The nearby residence camera and the mic audio
Two further threads feed the cover-up framing. First, a nearby home's floodlight-and-camera unit was reportedly removed via ladder — proponents ask who took down a private residence's camera and why. Second, Kirk was wearing a RØDE Wireless PRO transmitter that, per the manufacturer's specs cited in circulating posts, records 32-bit audio internally on the device itself and "could only be turned off remotely." Commentators (naming Farnsworth and Goldsberry) ask publicly: "where's Charlie's audio from that day?" — arguing that internal recording could confirm or refute a blast versus a rifle report. They also note that Mikey McCoy reportedly filmed a close-up of Kirk being mic'd up and ask, "where's that video?" See the SUV transporting Charlie page for the related debris and mic claims.
Why it matters
If AV staff removed recording media before officers established a chain of custody, the most direct visual and audio record of the shooting would have passed through private hands before any evidence seal.
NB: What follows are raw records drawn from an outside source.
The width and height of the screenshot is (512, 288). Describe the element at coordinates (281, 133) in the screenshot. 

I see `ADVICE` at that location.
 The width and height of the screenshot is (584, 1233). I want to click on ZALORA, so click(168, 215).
That is the reason the episode is catalogued here under Cover Up (Possible) — as an unresolved question about who controlled the footage and audio in the first minutes, not as a proven act of tampering.
Counterarguments, skepticism, and innocent explanations
There are ordinary, lawful explanations for the same facts, and they should be weighed seriously:
- Police-directed removal. TPUSA has reportedly said that officers instructed staff to secure equipment, which would make the handling lawful and directed rather than a private seizure.
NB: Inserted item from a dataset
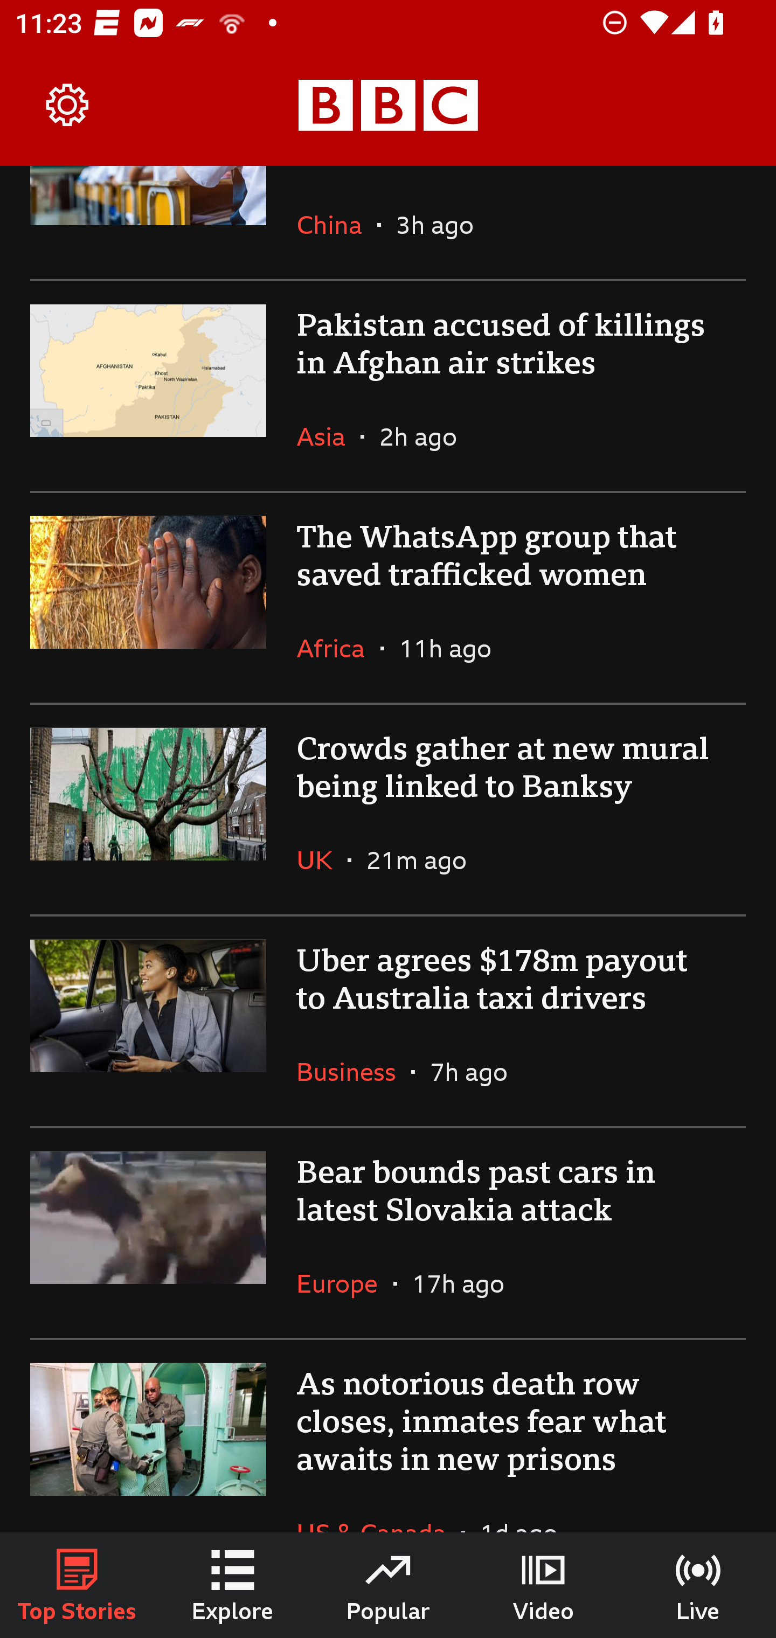 This screenshot has width=776, height=1638. I want to click on China In the section China, so click(336, 224).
- Theft prevention. In a chaotic, panicked crowd, grabbing small removable media and expensive gear can be a routine reflex to prevent loss or theft, not concealment.
- Ordinary chaotic-scene behavior. People who work an event will instinctively move to their own equipment; that is not, by itself, evidence of a plan.
- Presumption of innocence. Terryl/Terrell Farnsworth, Phillip Goldsberry Jr., Mikey McCoy, and every other named individual are living private persons, charged with nothing, and are presumed innocent. TPUSA is a living organization and has offered lawful explanations. Nothing here is a finding of wrongdoing, and Tyler Robinson is charged, not convicted.
Sources
- Statements attributed to Candace Owens on the SD-card handling ("grabbed that camera's SD card ... left the camera, which is more expensive"; "the executive who took the video SD card had never been to a University event before or after"), as captured in mid-2026 research.
- Circulating X accounts on the rear camera's chip removal within about five minutes — @blesamerica, @Uncommonsince76, @sj27426.
- Rob O'Neill and Brig. Gen. Blaine Holt, NEWSMAX panel (@RobFinnertyUSA / @NEWSMAX), on responders "getting sim cards out of cameras, removing cameras."
- RØDE Wireless PRO specification claims circulating on X: internal 32-bit recording that "could only be turned off remotely"; open questions on Charlie's audio directed at Phillip Goldsberry and Terryl Farnsworth, and on Mikey McCoy's reported mic-up close-up.
- Commentary naming a brown-shirted figure ("Rick Cutler") taking down the camera behind Charlie after a reported "mechanical issue" (unverified social-media identification).